A tiny portion of the Queens-Brooklyn neighborhood called City Line — long an African-American neighborhood — is booming with Bangladeshi immigration, filling vacant shops with South Asian markets and, on Fridays, streets with Muslims bowed in prayer.

The population of Bangladeshis remains small, but it has tripled in the last 10 years.

And Census figures show that 83% of the new residents of the five-block area surrounding Baitul Mamur Musjid and Community Center on Glenmore Ave. near Conduit Ave. are from Bangladesh.

Now, there are eight mosques in a neighborhood once filled with Italians, then Jews, then African-Americans, before a steady decline during the crime-riddled 1980s and 1990s.

“My father moved here in 1982, and then my family followed his steps. It was cheap to buy houses and many Bangladeshis were opening business,” explained Misba Abdin, 40.

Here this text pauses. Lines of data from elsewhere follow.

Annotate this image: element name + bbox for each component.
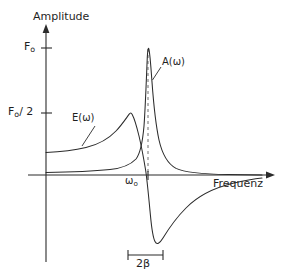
- y-tick-label-f0-sub: o: [30, 45, 35, 54]
- curve-label-e-omega: E(ω): [72, 113, 95, 123]
- y-axis-arrow-icon: [43, 24, 50, 33]
- y-tick-label-f0: Fo: [24, 41, 35, 54]
- y-tick-label-f0-half: Fo/ 2: [8, 106, 33, 119]
- linewidth-label-2beta: 2β: [136, 258, 150, 269]
- y-axis-label: Amplitude: [33, 11, 89, 22]
- x-tick-label-omega0: ωo: [125, 176, 138, 187]
- x-axis-arrow-icon: [266, 172, 275, 179]
- x-tick-label-omega0-sub: o: [133, 179, 137, 188]
- figure-container: Amplitude Frequenz Fo Fo/ 2 A(ω) E(ω) ωo…: [0, 0, 297, 280]
- plot-canvas: [0, 0, 297, 280]
- curve-label-a-omega: A(ω): [162, 57, 185, 67]
- x-axis-label: Frequenz: [213, 178, 263, 189]
- e-omega-leader-line: [82, 126, 95, 146]
- a-omega-leader-line: [153, 67, 162, 80]
- y-tick-label-f0-half-suffix: / 2: [19, 105, 33, 118]
- y-axis: [43, 24, 50, 262]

The history of New York is the story of foreigners reinventing areas that New Yorkers have written off. Bangladeshis are especially organized about it, with a system to welcome new immigrants to their neighborhood.

“We go pick them up, bring them here and put them on their feet. That’s why there so are many of us here,” said business owner Johngir Hussain, 31, who has helped other immigrants.

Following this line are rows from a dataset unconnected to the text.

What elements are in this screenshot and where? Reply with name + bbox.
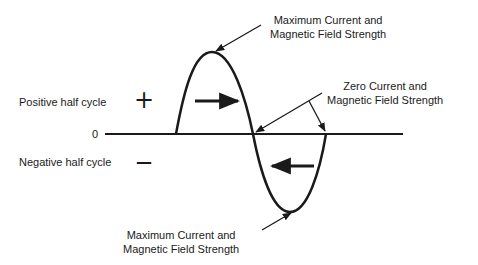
ac-sine-wave-diagram: Maximum Current and Magnetic Field Stren… xyxy=(0,0,478,265)
waveform-graphic xyxy=(0,0,478,265)
positive-half-cycle-label: Positive half cycle xyxy=(19,95,106,109)
minus-icon: — xyxy=(136,152,152,171)
max-top-label-line1: Maximum Current and xyxy=(270,13,386,27)
zero-current-label: Zero Current and Magnetic Field Strength xyxy=(327,79,443,107)
max-bottom-label-line1: Maximum Current and xyxy=(123,228,239,242)
zero-label-line2: Magnetic Field Strength xyxy=(327,93,443,107)
max-bottom-label: Maximum Current and Magnetic Field Stren… xyxy=(123,228,239,256)
negative-half-cycle-label: Negative half cycle xyxy=(19,155,111,169)
zero-label-line1: Zero Current and xyxy=(327,79,443,93)
max-top-label: Maximum Current and Magnetic Field Stren… xyxy=(270,13,386,41)
max-top-label-line2: Magnetic Field Strength xyxy=(270,27,386,41)
zero-leader-line xyxy=(256,93,322,132)
max-bottom-leader-arrow-icon xyxy=(262,213,291,230)
max-top-leader-arrow-icon xyxy=(216,25,261,51)
positive-half-cycle-curve xyxy=(176,52,253,134)
zero-leader-branch-arrow-icon xyxy=(309,101,325,131)
negative-half-cycle-curve xyxy=(253,134,326,212)
plus-icon: + xyxy=(134,86,154,114)
max-bottom-label-line2: Magnetic Field Strength xyxy=(123,242,239,256)
zero-label: 0 xyxy=(92,127,98,141)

The growing Bangladeshi population has had a positive impact, according to community leaders and residents. The creation of a Bangladeshi community center, founded by Abdin is one example.

The Bangladeshi American Community Development & Youth Service offers community beautifications projects, sports events and immigration services.

Several Bangladeshi stores in the area used to be the location of Italian and Irish businesses. Motin supermarket, located on the corner of Forbell St. and Liberty Ave., used to be an Italian butcher.

“Since they started coming into the area, they opened a lot of business. I think they are doing much more for the neighborhood than my own African-American community is,” said Victoria Williams, 60, who has been living in City Line for over 35 years.

The biggest event promoted by the Bangladeshi center is a multicultural, five-day celebration.

Featuring a Caribbean, Latino, Asian and Bangladeshi night, 2012’s edition attracted about 20,000 people.

At least one expert on New York neighborhoods thinks City Line is on the right path.

“Neighborhoods go through transitions, but for it to be beneficial, the ethnic groups that come to the area need to work together to stabilize the community,” said Brooklyn borough historian Ron Schweiger.

“But the real impact won’t be felt for years.”